CI system for PR builds

Ryan Schmidt ryandesign at macports.org
Sat Apr 7 12:37:24 UTC 2018


On Apr 7, 2018, at 07:02, db wrote:

> On 7 Apr 2018, at 07:47, Mojca Miklavec wrote:
>> No, because that would make the infrastructure that distributes binaries to all our users susceptible to malicious PRs.
> 
> How is reviewing a PR, then letting it build and, if it succeeds, uploading the binary,

We don't want PR builds to upload any binaries anywhere. PRs are unapproved. Only after a PR has been approved and merged to master should a binary be uploaded anywhere. And that's what our buildbot currently does -- it gets notified of the commit to master and does the build.

> if not, reporting the results — different from the current setup, which it seems to me duplicates the process, instead of reusing the infrastructure?
> If a PR fails for all or some systems, then the changes would never make it into the tree, respectively, sparing trac.
> I'd like to understand what is current and what would be the ideal CI for MP and what's needed to get there.

Currently:

When a change is committed, our buildbot system builds the change. If the change relates to ports, it mirrors the distfiles, builds the changed ports using mpbb and uploads the binaries, and regenerates the SQL database that powers ports.php on our web site. If the change relates to base, it builds base, and renders the manpages to HTML and uploads them to the web server. If the change relates to the web site, it validates the files and uploads them to the web server. If the change relates to the guide, it regenerates the guide HTML and uploads it to the web server. Our buildbot system was originally set up in 2011 by macOS forge, and was rebuilt and redesigned when we moved it onto my hardware in late 2016.

When a PR for ports is submitted, Travis CI goes to work building the port using mpbb, and runs port lint, and reports on the lint and build results in the PR. This was set up some time after MacPorts moved to GitHub in late 2016. Travis is a free service for open-source projects. They provide the hardware and the software running on it, and control the ways in which it can be customized, and impose limitations on its use. I was not involved in getting Travis up and running for MacPorts. Travis was selected, rather than reusing any of our existing buildbot infrastructure, presumably because the steps required to accomplish the task on buildbot were unclear or thought to be complicated or time-consuming.


Ideally:

Different developers may have different ideas of what's ideal. Some may wish to keep Travis CI for testing PRs, and just try to incrementally improve it, reduce differences between its behavior and buildbot's, etc. Others may wish to replace it with something that runs on buildbot, so that we can control it completely and aren't subject to the whims and restrictions of the Travis service. I believe I would prefer something running on buildbot, because I dislike having two different systems that behave differently.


■ WHAT TO WORK ON ■
Please find every line in the entries below that contains the string "will", and copy it.

[GIVEN RECORDS Boundary: Start]

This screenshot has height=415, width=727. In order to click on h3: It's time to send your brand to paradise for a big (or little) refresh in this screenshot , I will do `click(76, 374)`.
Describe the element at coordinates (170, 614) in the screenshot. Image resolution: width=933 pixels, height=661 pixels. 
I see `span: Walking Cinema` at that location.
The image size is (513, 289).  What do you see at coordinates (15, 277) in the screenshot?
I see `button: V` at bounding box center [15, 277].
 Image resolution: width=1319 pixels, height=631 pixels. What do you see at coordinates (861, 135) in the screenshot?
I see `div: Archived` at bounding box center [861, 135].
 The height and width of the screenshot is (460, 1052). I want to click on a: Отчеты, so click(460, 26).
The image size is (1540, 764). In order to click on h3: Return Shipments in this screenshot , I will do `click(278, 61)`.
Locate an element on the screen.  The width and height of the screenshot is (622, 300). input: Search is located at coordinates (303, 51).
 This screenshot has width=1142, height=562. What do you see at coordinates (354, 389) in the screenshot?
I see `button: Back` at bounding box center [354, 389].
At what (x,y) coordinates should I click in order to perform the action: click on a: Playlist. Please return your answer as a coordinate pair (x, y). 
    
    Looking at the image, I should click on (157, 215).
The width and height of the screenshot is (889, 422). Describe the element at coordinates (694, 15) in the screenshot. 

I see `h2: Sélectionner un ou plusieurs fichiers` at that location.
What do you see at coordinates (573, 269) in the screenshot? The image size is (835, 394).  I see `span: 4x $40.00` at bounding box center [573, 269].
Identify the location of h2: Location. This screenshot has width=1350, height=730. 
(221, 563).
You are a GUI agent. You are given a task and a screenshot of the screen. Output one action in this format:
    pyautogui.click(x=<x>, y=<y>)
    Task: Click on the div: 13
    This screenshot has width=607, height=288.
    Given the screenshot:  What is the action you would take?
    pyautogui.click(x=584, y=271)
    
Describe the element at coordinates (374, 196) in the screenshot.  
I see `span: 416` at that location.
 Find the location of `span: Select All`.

[GIVEN RECORDS Boundary: End]

■ EXERCISE SOLUTION ■
This screenshot has height=415, width=727. In order to click on h3: It's time to send your brand to paradise for a big (or little) refresh in this screenshot , I will do `click(76, 374)`.
The image size is (1540, 764). In order to click on h3: Return Shipments in this screenshot , I will do `click(278, 61)`.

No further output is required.